The balanced scorecard system however is not an assessment tool. With its initiatives and targets, it is a strategy performance management tool, typically accompanied by reference materials and templates to help managers track the execution of activities and monitor results. It is often used by companies and their law departments to ensure alignment with corporate strategy and priorities, and to focus on getting results. In that sense, it goes beyond being a planning architecture and serves as a management and communications tool.

CEB's effectiveness self-assessment process can help a law department decide whether it needs to take action on a number of fronts. In turn, the resulting improvement priorities can find their way onto a law department's scorecard. An examination of the CEB's 20 assessment statements does, in my opinion, suggest a few opportunities to improve the assessment tool. Six statements are intended to find "opportunities" for creating value: providing key legal services, spotting client opportunities, identifying risks early, collaborating effectively, enabling greater self-sufficiency, and communicating clearly. The first two are really important but under-emphasized in the overall scheme because they do not directly target a company's strategic business priorities. The closest they come to this is in "spotting client priorities". Moreover, this does not actively promote a strategic contribution by the legal department. The last four statements in this section deal more with how the legal department works and less with what it does.

Using department talent for higher value work is assessed in four ways. The first is in identifying key skills for lawyers. My preference would be to expand the targeted skills beyond legal to include leadership and business skills. The same should be said for targeting lawyer development beyond strictly legal competencies. I do like the last two effectiveness statements in this series: ensuring lawyer engagement and reducing low value work.

The third part of the self-assessment consists of six statements to assess the extent to which the law department is creating operational efficiencies. These include: choosing alternative (non-law firm) providers, aligning non-traditional providers with legal needs, streamlining processes, creating work flow transparency—mostly with clients, measuring law department performance, and optimizing knowledge management. In my experience, the last two deliver the greatest improvement in operational effectiveness. Knowledge management in the form of a transfer of skills and knowledge to clients is a prerequisite to the quest for greater client self-sufficiency mentioned earlier. I would add two questions in this series: the first regarding practice management skills for individual lawyers and another concerning work intake and allocation protocols.

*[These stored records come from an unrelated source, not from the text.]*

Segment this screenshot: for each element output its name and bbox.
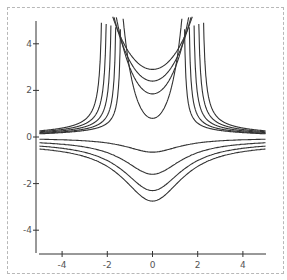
y-tick-label: 0 xyxy=(26,132,32,142)
y-tick-label: 2 xyxy=(26,85,32,95)
contour-line-hyper-3 xyxy=(194,25,265,132)
x-tick-label: 2 xyxy=(195,260,201,270)
contour-line-lower-4 xyxy=(40,149,266,201)
contour-line-lower-2 xyxy=(40,143,266,175)
x-tick-label: 4 xyxy=(240,260,246,270)
contour-chart: -4-2024 -4-2024 xyxy=(0,0,287,280)
x-tick-label: -2 xyxy=(103,260,112,270)
x-tick-label: -4 xyxy=(58,260,67,270)
y-tick-label: 4 xyxy=(26,39,32,49)
contour-line-hyper-4 xyxy=(40,24,107,132)
y-tick-label: -2 xyxy=(23,179,32,189)
contour-line-lower-3 xyxy=(40,146,266,191)
contour-lines xyxy=(40,17,266,201)
contour-line-hyper-4 xyxy=(199,24,266,132)
contour-line-hyper-5 xyxy=(40,23,102,131)
y-ticks: -4-2024 xyxy=(23,39,39,235)
contour-line-upper-u-1 xyxy=(113,17,193,70)
contour-line-hyper-3 xyxy=(40,25,111,132)
contour-line-hyper-5 xyxy=(204,23,266,131)
contour-line-upper-u-2 xyxy=(114,17,191,81)
contour-line-upper-u-4 xyxy=(123,19,182,119)
x-tick-label: 0 xyxy=(150,260,156,270)
y-tick-label: -4 xyxy=(23,225,32,235)
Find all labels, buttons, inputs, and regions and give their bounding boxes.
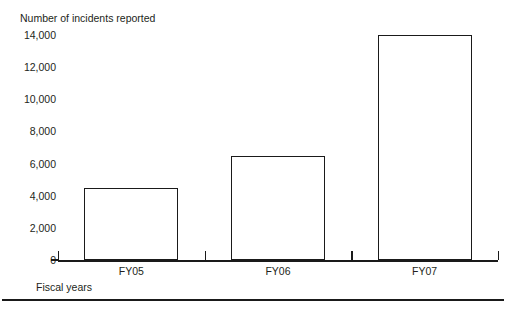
bar-fy06 [231,156,325,260]
y-axis-tick-mark [51,259,58,260]
footer-divider [2,299,504,301]
x-axis-tick-mark [205,251,206,260]
bar-fy07 [378,35,472,260]
x-axis-tick-label-fy07: FY07 [412,265,437,277]
x-axis-tick-mark [351,251,352,260]
x-axis-tick-mark [58,251,59,260]
y-axis-tick-label: 0 [2,255,56,266]
x-axis-line [58,260,498,262]
y-axis-tick-label: 8,000 [2,126,56,137]
plot-area [58,35,498,260]
x-axis-tick-label-fy05: FY05 [119,265,144,277]
y-axis-tick-labels: 02,0004,0006,0008,00010,00012,00014,000 [0,0,56,312]
x-axis-tick-mark [498,251,499,260]
y-axis-tick-label: 4,000 [2,190,56,201]
bar-chart: Number of incidents reported 02,0004,000… [0,0,506,312]
y-axis-tick-label: 12,000 [2,62,56,73]
x-axis-tick-label-fy06: FY06 [265,265,290,277]
y-axis-tick-label: 6,000 [2,158,56,169]
y-axis-tick-label: 10,000 [2,94,56,105]
y-axis-tick-label: 2,000 [2,222,56,233]
x-axis-title: Fiscal years [36,281,92,293]
bar-fy05 [84,188,178,260]
y-axis-tick-label: 14,000 [2,30,56,41]
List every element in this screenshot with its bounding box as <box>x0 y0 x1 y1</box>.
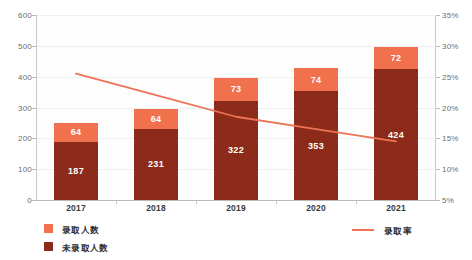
y-axis-left-tickmark <box>32 15 36 16</box>
x-axis-tickmark <box>276 200 277 204</box>
x-axis-tick-label: 2018 <box>126 203 186 213</box>
legend-label-not-accepted: 未录取人数 <box>62 241 109 253</box>
x-axis-line <box>36 200 436 201</box>
y-axis-left-tickmark <box>32 138 36 139</box>
x-axis-tick-label: 2017 <box>46 203 106 213</box>
y-axis-right-tick-label: 20% <box>442 103 472 112</box>
bar-segment-not-accepted[interactable]: 424 <box>374 69 418 200</box>
legend-rate[interactable]: 录取率 <box>352 224 412 236</box>
y-axis-left-tick-label: 300 <box>0 103 32 112</box>
y-axis-left-tick-label: 500 <box>0 41 32 50</box>
bar-value-label: 72 <box>391 53 402 63</box>
x-axis-tick-label: 2020 <box>286 203 346 213</box>
y-axis-right-tickmark <box>436 46 440 47</box>
y-axis-right-tick-label: 5% <box>442 196 472 205</box>
y-axis-left-tick-label: 200 <box>0 134 32 143</box>
y-axis-left-tick-label: 600 <box>0 11 32 20</box>
y-axis-right-tickmark <box>436 169 440 170</box>
chart-container: 0100200300400500600 5%10%15%20%25%30%35%… <box>0 0 472 260</box>
legend-line-rate-icon <box>352 229 374 231</box>
y-axis-left-tick-label: 400 <box>0 72 32 81</box>
bar-group[interactable]: 18764 <box>54 15 98 200</box>
bar-segment-accepted[interactable]: 72 <box>374 47 418 69</box>
legend-label-rate: 录取率 <box>384 224 412 236</box>
y-axis-right-tickmark <box>436 77 440 78</box>
y-axis-left-tickmark <box>32 77 36 78</box>
legend-swatch-not-accepted-icon <box>44 242 53 251</box>
y-axis-right-tick-label: 15% <box>442 134 472 143</box>
bar-segment-accepted[interactable]: 64 <box>54 123 98 143</box>
legend-bars: 录取人数 未录取人数 <box>44 221 109 257</box>
y-axis-right-tickmark <box>436 108 440 109</box>
legend-label-accepted: 录取人数 <box>62 223 99 235</box>
bar-segment-accepted[interactable]: 64 <box>134 109 178 129</box>
bar-value-label: 64 <box>71 127 82 137</box>
bar-value-label: 424 <box>388 130 404 140</box>
bar-group[interactable]: 32273 <box>214 15 258 200</box>
x-axis-tickmark <box>356 200 357 204</box>
y-axis-left-tickmark <box>32 108 36 109</box>
y-axis-right-tick-label: 30% <box>442 41 472 50</box>
bar-segment-not-accepted[interactable]: 187 <box>54 142 98 200</box>
y-axis-right-tickmark <box>436 15 440 16</box>
y-axis-left-tickmark <box>32 46 36 47</box>
y-axis-right-tick-label: 35% <box>442 11 472 20</box>
bar-group[interactable]: 35374 <box>294 15 338 200</box>
y-axis-right-tick-label: 10% <box>442 165 472 174</box>
x-axis-tickmark <box>196 200 197 204</box>
y-axis-left-tick-label: 0 <box>0 196 32 205</box>
bar-segment-not-accepted[interactable]: 231 <box>134 129 178 200</box>
x-axis-tickmark <box>116 200 117 204</box>
x-axis-tick-label: 2019 <box>206 203 266 213</box>
bar-segment-accepted[interactable]: 73 <box>214 78 258 101</box>
bar-value-label: 353 <box>308 141 324 151</box>
bar-group[interactable]: 42472 <box>374 15 418 200</box>
y-axis-right-tickmark <box>436 138 440 139</box>
y-axis-right-tick-label: 25% <box>442 72 472 81</box>
bar-value-label: 74 <box>311 75 322 85</box>
y-axis-left-tick-label: 100 <box>0 165 32 174</box>
legend-swatch-accepted-icon <box>44 224 53 233</box>
bar-segment-not-accepted[interactable]: 322 <box>214 101 258 200</box>
bar-value-label: 73 <box>231 84 242 94</box>
legend-item-not-accepted[interactable]: 未录取人数 <box>44 239 109 254</box>
bar-value-label: 187 <box>68 166 84 176</box>
x-axis-tick-label: 2021 <box>366 203 426 213</box>
bar-segment-accepted[interactable]: 74 <box>294 68 338 91</box>
legend-item-accepted[interactable]: 录取人数 <box>44 221 109 236</box>
bar-segment-not-accepted[interactable]: 353 <box>294 91 338 200</box>
bar-value-label: 64 <box>151 114 162 124</box>
bar-group[interactable]: 23164 <box>134 15 178 200</box>
bar-value-label: 231 <box>148 159 164 169</box>
bar-value-label: 322 <box>228 145 244 155</box>
y-axis-right-tickmark <box>436 200 440 201</box>
y-axis-left-tickmark <box>32 200 36 201</box>
y-axis-left-tickmark <box>32 169 36 170</box>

The last set of four statements is focused on managing external counsel. In that sense they are financial. The statements deal with: assessing external legal spend, evaluating law firm performance, strengthening relationships with external counsel, and cost and quality management. These are excellent assessment criteria and should drive 75% of companies to improve the cost-effectiveness of external legal spend. I would add two other areas of assessment: the extent that legal project budgeting and management are applied to for complex work, and migration away from hourly to non-hourly based fee arrangements as a way to secure measurable performance from law firms.

Looking over the revised set of 20 questions, I rely on four guiding principles when evaluating world class law departments. The first is a significant contribution to strategic and developmental projects in the company, many of them market-facing. The second is a deep specialization by the lawyers by type of law or by business sector or both. The third is formal training in leadership, business fundamentals, project management and negotiation skills. The last performance driver consists of retaining external counsel using performance-based fee arrangements.

It is easy to be an armchair critic of what is already a fairly comprehensive diagnostic tool. Replacing five or six of the areas of assessment will better challenge corporate legal departments that are already performing well.